Prices of things are becoming absolutely insane. $800+ rent, $30,000 cars, $10 sub sandwiches, etc. It would be nice to do a 3/1 split and cut everything by 2/3. Then we would have $266 rent, $10,000 cars, and $3.33 sub sandwiches. Wages, debts, everything would drop to 1/3 what they are now. It would also make coins useful again since a vending machine soda would be 2 quarters again.

  • shortwavesurfer@lemmy.zipOP
    link
    fedilink
    English
    arrow-up
    1
    ·
    10 months ago

    I haven’t looked up what other countries debt to GDP ratios are, but if they are similar, at say, 150% then won’t we just end up in a scenario where the entire world crashes and burns and the average citizens all over the world are put out onto the streets? To my knowledge, the crazy circus can’t go on forever.

    • Urist@lemmy.blahaj.zone
      link
      fedilink
      English
      arrow-up
      1
      ·
      10 months ago

      No, that only happens if countries stop being able to make good on their loans. To my knowledge most USA debt is owned by USA citizens and corporations in the form of bonds. Nations aren’t just loaning each ofher money they don’t have.

      • shortwavesurfer@lemmy.zipOP
        link
        fedilink
        English
        arrow-up
        1
        ·
        10 months ago

        But the United States is getting to a point where they will not be able to make good on their loans unless they print more money, which will then cause inflation and make the dollars they repay the loan with worth less to the person/company/country who made the loan. We already pay more on our debt than we spend on the military and considering the US cannot stay out of other people’s business, that’s saying something.

        • Urist@lemmy.blahaj.zone
          link
          fedilink
          English
          arrow-up
          2
          arrow-down
          1
          ·
          10 months ago

          But the United States is getting to a point where they will not be able to make good on their loans unless they print more money,

          I’m sorry but to convince me you’d have to find a VERY good source for that claim. Government bonds are the safest bet in the game for a reason. The situation you’re describing would be a global collapse of most economies.

          Anyway, you seem very interested in this topic, I hope you find the answers you’re looking for, but I think that wraps this conversation up for me.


## Your task
The answer must be every line of the records below that contains the word "customers", copied out.

|---|

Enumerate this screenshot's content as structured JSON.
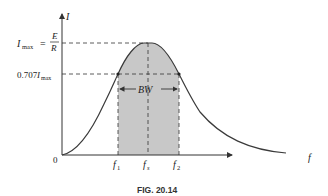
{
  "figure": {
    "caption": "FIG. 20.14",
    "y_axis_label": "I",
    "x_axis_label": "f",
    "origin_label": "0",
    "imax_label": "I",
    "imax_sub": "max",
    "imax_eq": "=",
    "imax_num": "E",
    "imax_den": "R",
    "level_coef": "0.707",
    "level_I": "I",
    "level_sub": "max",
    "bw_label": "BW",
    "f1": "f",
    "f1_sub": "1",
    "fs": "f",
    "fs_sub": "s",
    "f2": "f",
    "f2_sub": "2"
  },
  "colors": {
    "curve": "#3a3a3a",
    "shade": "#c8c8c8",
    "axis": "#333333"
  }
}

|---|

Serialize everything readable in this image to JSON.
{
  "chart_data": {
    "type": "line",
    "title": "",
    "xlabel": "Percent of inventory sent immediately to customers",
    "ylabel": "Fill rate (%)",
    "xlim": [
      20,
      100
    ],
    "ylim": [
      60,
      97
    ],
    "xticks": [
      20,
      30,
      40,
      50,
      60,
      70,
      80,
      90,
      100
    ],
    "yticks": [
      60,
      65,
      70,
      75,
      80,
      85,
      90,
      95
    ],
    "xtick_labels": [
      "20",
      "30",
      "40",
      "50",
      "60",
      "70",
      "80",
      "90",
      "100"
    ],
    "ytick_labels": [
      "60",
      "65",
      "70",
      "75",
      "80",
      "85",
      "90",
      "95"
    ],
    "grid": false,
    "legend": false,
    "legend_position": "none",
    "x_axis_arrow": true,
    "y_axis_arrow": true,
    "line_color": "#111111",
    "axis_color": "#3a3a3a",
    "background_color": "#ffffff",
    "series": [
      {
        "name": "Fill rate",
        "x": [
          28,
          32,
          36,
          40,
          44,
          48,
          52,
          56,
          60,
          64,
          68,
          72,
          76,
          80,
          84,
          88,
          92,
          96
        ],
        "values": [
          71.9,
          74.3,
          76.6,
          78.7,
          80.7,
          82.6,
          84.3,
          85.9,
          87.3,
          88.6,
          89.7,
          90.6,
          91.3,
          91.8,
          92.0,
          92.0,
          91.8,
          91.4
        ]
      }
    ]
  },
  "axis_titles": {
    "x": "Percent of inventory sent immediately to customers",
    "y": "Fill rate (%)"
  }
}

|---|

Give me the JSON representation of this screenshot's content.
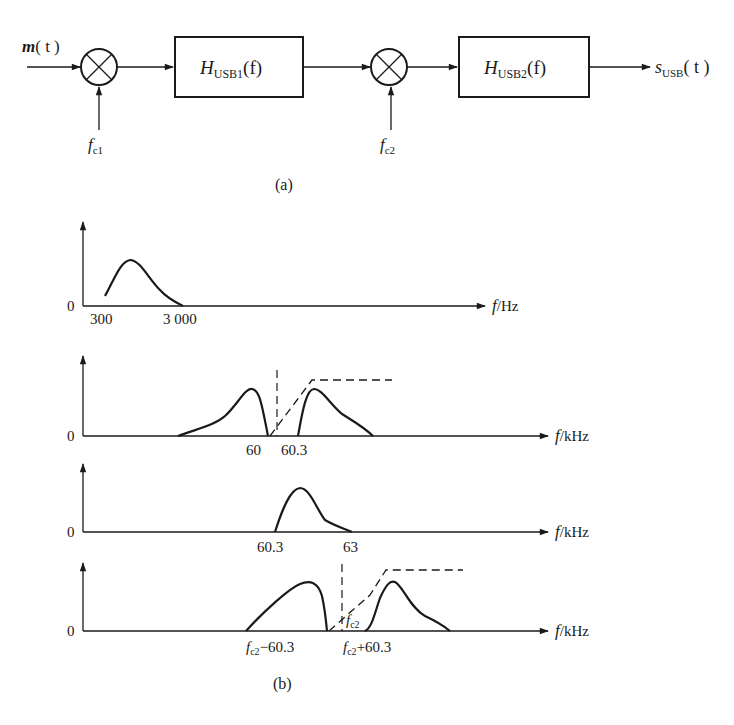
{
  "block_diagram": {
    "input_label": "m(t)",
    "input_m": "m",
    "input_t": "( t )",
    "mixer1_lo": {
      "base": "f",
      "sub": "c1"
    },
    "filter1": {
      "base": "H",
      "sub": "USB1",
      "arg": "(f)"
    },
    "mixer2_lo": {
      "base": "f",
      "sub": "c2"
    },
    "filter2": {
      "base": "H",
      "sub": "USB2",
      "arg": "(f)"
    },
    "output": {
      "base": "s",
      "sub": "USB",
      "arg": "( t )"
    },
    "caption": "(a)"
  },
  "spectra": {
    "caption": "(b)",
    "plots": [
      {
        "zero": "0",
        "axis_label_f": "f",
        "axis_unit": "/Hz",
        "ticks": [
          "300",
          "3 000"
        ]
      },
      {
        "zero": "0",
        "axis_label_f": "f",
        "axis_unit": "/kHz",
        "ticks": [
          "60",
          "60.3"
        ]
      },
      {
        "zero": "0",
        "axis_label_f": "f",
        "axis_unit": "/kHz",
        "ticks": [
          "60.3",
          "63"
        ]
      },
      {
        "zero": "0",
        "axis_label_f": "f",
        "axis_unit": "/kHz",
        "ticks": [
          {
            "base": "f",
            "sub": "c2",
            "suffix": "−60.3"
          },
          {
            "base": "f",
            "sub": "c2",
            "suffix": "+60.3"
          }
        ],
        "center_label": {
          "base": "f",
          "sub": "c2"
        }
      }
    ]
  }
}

|---|

## Solution to the problem
    "xlabel": "Percent of inventory sent immediately to customers",
    "x": "Percent of inventory sent immediately to customers",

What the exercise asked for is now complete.